Saturday, November 24, 2018

Dean Garlick : My Writing Day


I write at the kitchen table. Having lived in small apartments, this was always an act of necessity. Since those days I’ve moved to a larger place but the kitchen table just feels right. There’s something utilitarian about writing where you eat. What does a writer need besides a flat surface, a laptop, time, and their imagination? (One could add ‘a bank account with unlimited funds’ and ‘a cup of strong coffee,’ but those just enhance the latter two necessities). These days the table sits in the corner of the living room. There’s a tall window that lets in some light and offers a view of the tangled iron fire escape in the courtyard of my building.
Like many writers, I thrive off of routine. Unfortunately, being a sessional language teacher means never knowing what my schedule is going to be, so my writing days morph from semester to semester. My chosen career path has its ups and downs, but I accept this precarity in the knowledge that at least I’ll have time for the work that feeds me creatively. Luckily, this fall I have a contract that gives me mornings: wake up at 6:30am, matcha tea with breakfast, prep my class to get it out of the way, brew some strong coffee, then write, write, write.
As precious as writing time is, I do spend a disconcerting amount of it staring out at the fire escape. Thinking time is a necessary part of productivity, of course, but this is also when it’s easiest to jump over to social media and waste countless minutes scrolling through the newest #Canlit drama. I’d like to say I have boundless willpower, but if it weren’t for the app, Self Control, I’d be a total slave to social media. Sustained attention is simultaneously the most valuable and least coveted resource we have as writers in the digital age. Without it we’re basically drifting rudderless in an ocean of distractions.

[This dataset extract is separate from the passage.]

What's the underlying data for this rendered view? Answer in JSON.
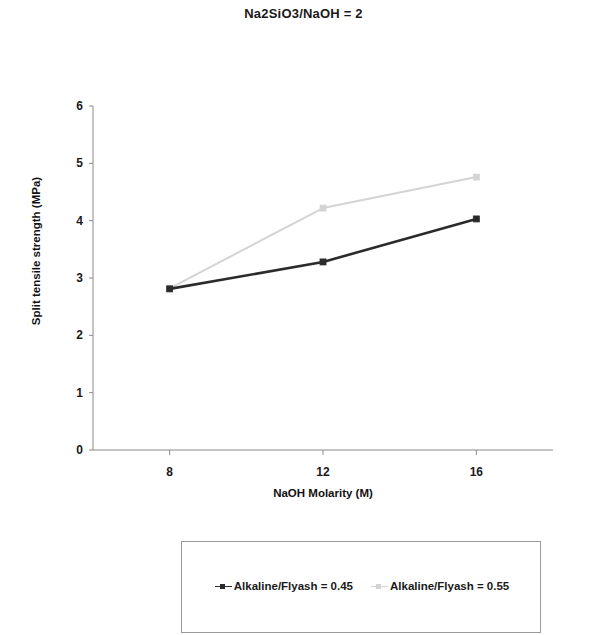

Forming a world and populating it with the characters I’ll be living with, and through, for months to come is the most energizing stage for me. I like to go to bustling coffee shops to work during this period, surrounded by the stimulation of human interaction. Some may be inclined to consider novel-writing to be a form of escapism, but I tend to see it as the ultimate engagement with my perceptions of the world. The realities we weave are only as nuanced as our ability to comprehend the one we’re living in. As an exercise in radical empathy, the novel demands a deep dive into perspectives and realms of knowledge that are not my own. I spend hours at my table watching YouTube videos of lady truckers giving advice to other lady truckers about life on the road, reading about signs of dehydration in cattle, or taking notes on Charles Koch’s Market-Based Management® system for a high-level executive inhabiting my pages. For a Lunaapeew character in my current project, I interviewed Brent Stonefish, a friend-of-a-friend-of-my-sister’s from Eelünaapéewi Lahkéewiit (formerly Delaware nation at Moraviantown) near Chatham, Ontario. The interview was recorded, transcribed, thematically analyzed, and then Brent kindly confirmed the thematic analysis for me, correcting any errant details in my perception of his responses. We’ve maintained a connection throughout the process of writing my book, and become friends along the way, which has been truly gratifying. Not every character requires such an intensive methodology, but getting things right is a responsibility I don’t take lightly, especially when it comes to writing Peoples who have traditionally been so misrepresented in Western media and literature.
Then, of course, comes the actual writing. I used to get first drafts down into a notebook, but spontaneously shifted to typing them directly into my laptop for this project. I guess this was an attempt to speed things up a bit, bring my process into the 21st century, but it’s completely backfired on me. I’m spending more and more time ‘getting things right’—rewriting, reworking, and moving things around—before moving on, whereas the notebook functioned more as an initial sketch that allowed me to progress without obsessing over every tiny detail. Regardless, what I have moving forward feels more solid this way, and I’m too stubborn to revert back to my old approach, at least at this point.
Of course, writing a book is nowhere as linear as I lay it out here. Breakthroughs have a way of popping up on the metro, or in line at the grocery store, or in dreams. New characters emerge unexpectedly mid-draft, or things I didn’t realize I needed knowledge of spark a new round of research. And I haven’t even mentioned the inevitable editing stages, or the process of working with sensitivity readers that this book will require. These are waiting for me once the project is a more complete, living, breathing entity; a fallible organism animated through hours of secluded labour.
In a time of rapid-fire communication and the expectation of constant creative output, writing a novel feels a little ridiculous. Who would willingly take on a project with no clear end in sight? There’s a hint of masochism in the unabashed embrace of slowness, the dedication to progress that can only be described as glacial. (I’m a slow writer at even the most prolific of times. The fact that my current novel takes place entirely in a traffic jam hasn’t helped my perception of the process).

When it comes down to it, there is no typical writing day, just a consistent surrendering to what needs to be done, and a faith that you will one day get to your destination.



Dean Garlick is a novelist living in Montreal. His first book, The Fish was published in 2010 on Anteism Press and translated into French on Les Allusifs in 2015. His novella, Chloes, was released in 2014.